Bowsher v. Merck & Co.
Headline: Court limits GAO access to contractor records, allowing inspection of direct production costs but blocking review of indirect costs, protecting contractor privacy for negotiated fixed-price government contracts.
Holding: The Court held that, for negotiated fixed-price government contracts, the Comptroller General may inspect a contractor’s directly attributable production cost records but may not inspect indirect cost records absent specific allocation to the contract.
- Limits GAO audits to direct cost records for fixed-price negotiated contracts.
- Protects contractors' indirect commercial and administrative records from GAO inspection.
- Pushes industry-wide profit or cost studies back to Congress for expanded authority.
Summary
Background
A large pharmaceutical company entered into four negotiated, fixed-price contracts in 1973 to sell standard commercial drugs to the Government. The contract prices were based on the company’s catalog or competitive market prices, and the Government did not request cost data when it accepted those prices.

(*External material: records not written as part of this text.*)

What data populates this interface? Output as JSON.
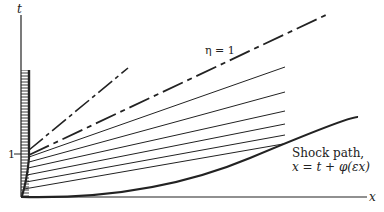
{
  "figure": {
    "axes": {
      "vertical_label": "t",
      "horizontal_label": "x",
      "tick_label": "1"
    },
    "annotations": {
      "eta_label": "η = 1",
      "shock_label_line1": "Shock path,",
      "shock_label_line2": "x = t + φ(εx)"
    },
    "colors": {
      "ink": "#222222",
      "background": "#ffffff"
    },
    "geometry": {
      "origin": [
        21,
        197
      ],
      "t_axis_top": [
        21,
        15
      ],
      "x_axis_end": [
        367,
        197
      ],
      "tick_one_y": 154,
      "hatch_region": {
        "x0": 21,
        "x1": 29,
        "y_top": 70,
        "y_bottom": 197
      },
      "steep_dashed_line": [
        [
          29,
          150
        ],
        [
          128,
          68
        ]
      ],
      "eta_one_line": [
        [
          29,
          155
        ],
        [
          328,
          14
        ]
      ],
      "fan_lines": [
        [
          [
            29,
            157
          ],
          [
            285,
            67
          ]
        ],
        [
          [
            29,
            162
          ],
          [
            285,
            92
          ]
        ],
        [
          [
            28,
            168
          ],
          [
            285,
            111
          ]
        ],
        [
          [
            27,
            175
          ],
          [
            285,
            124
          ]
        ],
        [
          [
            26,
            182
          ],
          [
            285,
            135
          ]
        ],
        [
          [
            24,
            189
          ],
          [
            283,
            144
          ]
        ]
      ],
      "shock_curve": "M21 197 Q 150 200 250 158 T 358 117"
    }
  }
}
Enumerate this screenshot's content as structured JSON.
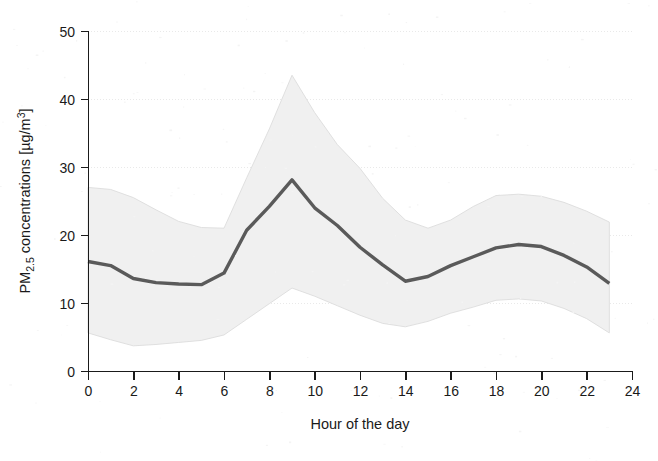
{
  "figure": {
    "background_color": "#ffffff",
    "plot_area": {
      "left": 88,
      "top": 31,
      "right": 632,
      "bottom": 371
    }
  },
  "chart_data": {
    "type": "line",
    "title": "",
    "subtitle": "",
    "xlabel": "Hour of the day",
    "ylabel": "PM2.5 concentrations [µg/m³]",
    "ylabel_parts": {
      "prefix": "PM",
      "subscript": "2.5",
      "middle": " concentrations [µg/m",
      "superscript": "3",
      "suffix": "]"
    },
    "x": [
      0,
      1,
      2,
      3,
      4,
      5,
      6,
      7,
      8,
      9,
      10,
      11,
      12,
      13,
      14,
      15,
      16,
      17,
      18,
      19,
      20,
      21,
      22,
      23
    ],
    "xlim": [
      0,
      24
    ],
    "ylim": [
      0,
      50
    ],
    "xticks": [
      0,
      2,
      4,
      6,
      8,
      10,
      12,
      14,
      16,
      18,
      20,
      22,
      24
    ],
    "xtick_labels": [
      "0",
      "2",
      "4",
      "6",
      "8",
      "10",
      "12",
      "14",
      "16",
      "18",
      "20",
      "22",
      "24"
    ],
    "yticks": [
      0,
      10,
      20,
      30,
      40,
      50
    ],
    "ytick_labels": [
      "0",
      "10",
      "20",
      "30",
      "40",
      "50"
    ],
    "grid": "horizontal-dotted-light",
    "legend": "none",
    "legend_position": "none",
    "series": [
      {
        "name": "Mean PM2.5 concentration",
        "role": "central-line",
        "color": "#5a5a5a",
        "values": [
          16.1,
          15.5,
          13.6,
          13.0,
          12.8,
          12.7,
          14.4,
          20.7,
          24.2,
          28.1,
          24.0,
          21.4,
          18.2,
          15.6,
          13.2,
          13.9,
          15.5,
          16.8,
          18.1,
          18.6,
          18.3,
          17.0,
          15.3,
          12.9
        ]
      },
      {
        "name": "Upper bound (variability band)",
        "role": "band-upper",
        "color": "#f0f0f0",
        "values": [
          27.0,
          26.7,
          25.5,
          23.7,
          22.0,
          21.1,
          21.0,
          28.4,
          35.6,
          43.5,
          38.0,
          33.3,
          29.8,
          25.4,
          22.2,
          21.0,
          22.2,
          24.2,
          25.8,
          26.0,
          25.7,
          24.8,
          23.5,
          21.9
        ]
      },
      {
        "name": "Lower bound (variability band)",
        "role": "band-lower",
        "color": "#f0f0f0",
        "values": [
          5.6,
          4.6,
          3.7,
          3.9,
          4.2,
          4.5,
          5.3,
          7.6,
          9.9,
          12.2,
          11.0,
          9.6,
          8.2,
          7.0,
          6.5,
          7.3,
          8.5,
          9.4,
          10.4,
          10.6,
          10.3,
          9.2,
          7.7,
          5.6
        ]
      }
    ],
    "annotations": []
  }
}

In August 1974 the Comptroller General (GAO) formally demanded broad access to the company’s cost records. The company sued, the District Court allowed GAO access to direct production costs but barred many indirect records, and the Court of Appeals affirmed before the Supreme Court accepted review.
Reasoning
The Court examined the statutory phrase “directly pertain to and involve transactions relating to the contract” and the legislative history, including a floor amendment adding the word “directly” to limit GAO “snooping.” Balancing Congress’ twin aims—giving the GAO tools to detect waste and protecting contractors’ private business affairs—the Court concluded that direct costs (costs readily attributable to the specific product) are “directly pertinent” and subject to inspection. Indirect costs (research and development, marketing and promotion, distribution, administration) are not subject to inspection unless the contractor itself has allocated them to the particular contract.
Real world impact
The ruling lets GAO audit the production and other directly attributable cost records for negotiated fixed-price contracts, while shielding broader commercial and administrative records from routine GAO review. The GAO may still compile lawful, contract-level information into industry studies, but broader access to indirect cost records would require new congressional authorization or clear contractor allocation of those costs. Parties seeking broader GAO authority must address Congress.
Dissents or concurrances
Two Justices urged a different approach: one would allow GAO access to indirect costs if the Government shows they likely had a direct, substantial effect on price and if the subpoena is reasonable; another would bar cost-record access for non-cost-based contracts, limiting GAO to records tied to the actual contract terms.